Its primary role is to control policy guidance from the center; enforcement and interpretation of
laws is left to local governments and local environmental bureaus (EPBS) (Economy 2003, 4).
Since its promotion to a ministry, MEP, formerly SEPA, has been able to grow in size and
capacity. Before its promotion, the institute lacked staff and resources. SEPA employed only
300 full-time professionals in Beijing, a low number compared to the 9,000 employees of the
U.S. Environmental Protection Agency in Washington D.C. (Zeng and Eastin 2011, 45). The
EPL has been amended many times since then, most recently in April of 2014 (Hogan Lovells
2014, 1). Amendments made in 2014 were primarily focused on developing a stronger basis for
environmental protection that would see more success than the previous versions. Some of the
key changes to the EPL included increased transparency by requiring firms and local
governments to publicly release environmental monitoring information such as quality measures
and the specific pollutants discharged by companies (Hogan Lovells 2014, 1). Other amendments
include more liability for polluters and government officials whose performance regarding
environmental protection is subpar, whistleblower protections, and a wider range of groups, like
NGOs, who are able to file pollution claims (Hogan Lovells 2014, 2). These changes signal
19
growing central government concern and dedication for environmental law in China. However,
changes at the central government level do face many limitations, including inconsistent central
enforcement and policies (van Rooij and Lo 2010, 22).

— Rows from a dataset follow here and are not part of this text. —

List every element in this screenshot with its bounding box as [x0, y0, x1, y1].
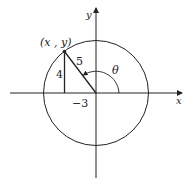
angle-label: θ [112, 64, 119, 77]
y-axis-label: y [85, 9, 92, 20]
point-dot [63, 50, 67, 54]
horizontal-leg-label: −3 [72, 97, 88, 110]
vertical-leg-label: 4 [56, 68, 63, 81]
point-label: (x , y) [40, 36, 72, 49]
x-axis-label: x [176, 95, 182, 106]
diagram-canvas: (x , y) 5 4 −3 θ x y [0, 0, 188, 182]
radius-label: 5 [76, 55, 83, 68]
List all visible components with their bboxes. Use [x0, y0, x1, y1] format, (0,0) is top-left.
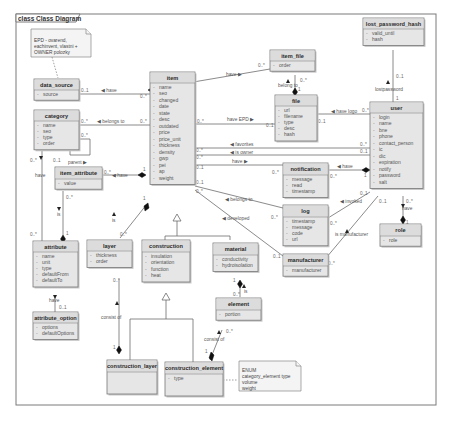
class-attribute: density	[159, 149, 175, 155]
class-name: attribute_option	[34, 315, 77, 321]
svg-text:0..*: 0..*	[330, 221, 337, 226]
class-material[interactable]: material-conductivity-hydroisolation	[213, 243, 260, 273]
class-user[interactable]: user-login-name-bne-phone-contact_person…	[370, 102, 425, 190]
svg-text:◀ have: ◀ have	[112, 173, 128, 178]
class-element[interactable]: element-portion	[216, 298, 263, 322]
class-attribute: type	[42, 265, 52, 271]
class-data-source[interactable]: data_source-source	[34, 79, 81, 102]
class-attribute: value	[64, 180, 76, 186]
class-item[interactable]: item-name-seo-changed-date-state-desc-ou…	[150, 72, 197, 186]
svg-text:is: is	[57, 212, 61, 217]
svg-text:EPD - ovarend,: EPD - ovarend,	[34, 38, 67, 43]
class-name: lost_password_hash	[366, 21, 422, 27]
class-attribute: gwp	[159, 155, 168, 161]
class-attribute: message	[292, 224, 313, 230]
svg-text:0..1: 0..1	[318, 119, 326, 124]
svg-text:eachinvent, vlastni +: eachinvent, vlastni +	[34, 44, 78, 49]
class-notification[interactable]: notification-message-read-timestamp	[283, 163, 330, 199]
class-construction[interactable]: construction-insulation-orientation-func…	[142, 240, 192, 284]
class-name: notification	[290, 166, 321, 172]
class-log[interactable]: log-timestamp-message-code-url	[283, 205, 330, 247]
svg-text:0..1: 0..1	[81, 88, 89, 93]
class-construction-element[interactable]: construction_element-type	[165, 362, 225, 398]
svg-text:◀ have logo: ◀ have logo	[331, 109, 357, 114]
class-attribute: expiration	[379, 159, 401, 165]
class-attribute: manufacturer	[292, 267, 322, 273]
class-attribute-option[interactable]: attribute_option-options-defaultOptions	[33, 312, 80, 341]
class-construction-layer[interactable]: construction_layer	[107, 360, 159, 396]
svg-text:have ▶: have ▶	[226, 72, 242, 77]
class-name: role	[395, 227, 405, 233]
class-name: log	[301, 208, 310, 214]
svg-text:1: 1	[143, 167, 146, 172]
class-attribute: options	[42, 324, 59, 330]
class-attribute: login	[379, 114, 390, 120]
svg-text:is: is	[112, 218, 116, 223]
svg-text:◀ is owner: ◀ is owner	[230, 150, 254, 155]
class-attribute: bne	[379, 127, 388, 133]
class-layer[interactable]: layer-thickness-order	[87, 240, 134, 269]
svg-text:0..1: 0..1	[196, 165, 204, 170]
class-attribute: order	[96, 258, 108, 264]
class-attribute: name	[379, 120, 392, 126]
class-attribute: hash	[372, 36, 383, 42]
class-item-attribute[interactable]: item_attribute-value	[55, 167, 104, 191]
class-attribute: source	[43, 91, 58, 97]
svg-text:0..*: 0..*	[81, 119, 88, 124]
class-attribute: heat	[151, 272, 161, 278]
class-role[interactable]: role-role	[380, 224, 423, 248]
class-attribute: salt	[379, 179, 387, 185]
class-attribute: defaultOptions	[42, 330, 75, 336]
svg-text:0..1: 0..1	[273, 254, 281, 259]
class-lost-password-hash[interactable]: lost_password_hash-valid_until-hash	[363, 18, 426, 47]
class-diagram: class Class Diagram	[0, 0, 450, 429]
svg-text:is: is	[244, 289, 248, 294]
class-item-file[interactable]: item_file-order	[270, 50, 317, 73]
class-attribute: type	[284, 119, 294, 125]
svg-text:0..*: 0..*	[30, 158, 37, 163]
svg-text:0..1: 0..1	[59, 305, 67, 310]
svg-text:◀ favorites: ◀ favorites	[230, 142, 254, 147]
svg-text:consist of: consist of	[101, 315, 122, 320]
class-attribute: message	[292, 176, 313, 182]
svg-text:1: 1	[143, 196, 146, 201]
class-attribute: url	[284, 107, 290, 113]
class-attribute: name	[159, 84, 172, 90]
class-attribute: changed	[159, 97, 178, 103]
class-attribute: defaultTo	[42, 277, 63, 283]
class-attribute: ic	[379, 146, 383, 152]
svg-text:have: have	[35, 173, 46, 178]
svg-text:0..*: 0..*	[233, 292, 240, 297]
class-attribute[interactable]: attribute-name-unit-type-defaultFrom-def…	[33, 241, 80, 289]
class-attribute: weight	[159, 175, 174, 181]
class-attribute: name	[42, 253, 55, 259]
svg-text:0..*: 0..*	[196, 148, 203, 153]
class-attribute: order	[43, 140, 55, 146]
class-attribute: insulation	[151, 253, 172, 259]
svg-text:0..*: 0..*	[140, 119, 147, 124]
svg-text:0..*: 0..*	[272, 170, 279, 175]
svg-text:0..*: 0..*	[271, 215, 278, 220]
svg-text:0..*: 0..*	[140, 94, 147, 99]
svg-text:1: 1	[233, 278, 236, 283]
svg-text:0..*: 0..*	[226, 329, 233, 334]
svg-text:0..*: 0..*	[258, 63, 265, 68]
class-attribute: desc	[284, 125, 295, 131]
svg-text:consist of: consist of	[204, 337, 225, 342]
class-file[interactable]: file-url-filename-type-desc-hash	[275, 95, 319, 143]
class-attribute: order	[279, 62, 291, 68]
class-name: material	[225, 246, 247, 252]
svg-text:0..1: 0..1	[196, 180, 204, 185]
class-name: data_source	[40, 82, 73, 88]
svg-text:parent ▶: parent ▶	[68, 160, 87, 165]
class-attribute: thickness	[96, 252, 117, 258]
class-category[interactable]: category-name-seo-type-order	[34, 110, 81, 151]
class-attribute: type	[174, 375, 184, 381]
svg-text:have EPD ▶: have EPD ▶	[227, 117, 254, 122]
note-epd: EPD - ovarend, eachinvent, vlastni + OWN…	[31, 29, 91, 57]
class-attribute: hash	[284, 131, 295, 137]
class-name: element	[228, 301, 249, 307]
class-attribute: role	[389, 237, 398, 243]
svg-text:0..1: 0..1	[379, 199, 387, 204]
class-manufacturer[interactable]: manufacturer-manufacturer	[283, 254, 330, 278]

An important aspect of China’s “prevention first” approaches to pollution is the
emergence of a mandatory Environmental Impact Assessment (EIA). EIAs are mandatory for all
projects and developments in China, but only large-scale projects actually have to present the
reports to the MEP, meaning that a lot of smaller projects can get away with not meeting
requirements (Chan et al 1995, 335). Thus, although the Chinese commitment to greater
environmental awareness and legal accountability is showcased through its well developed
written law, there are still some holes in the law that allow for ineffective enforcement.
Furthermore, China’s environmental law contributes to the enforcement gap because many of the
laws are not easily interpreted or applied to a variety of situations (Ross 1994, 31).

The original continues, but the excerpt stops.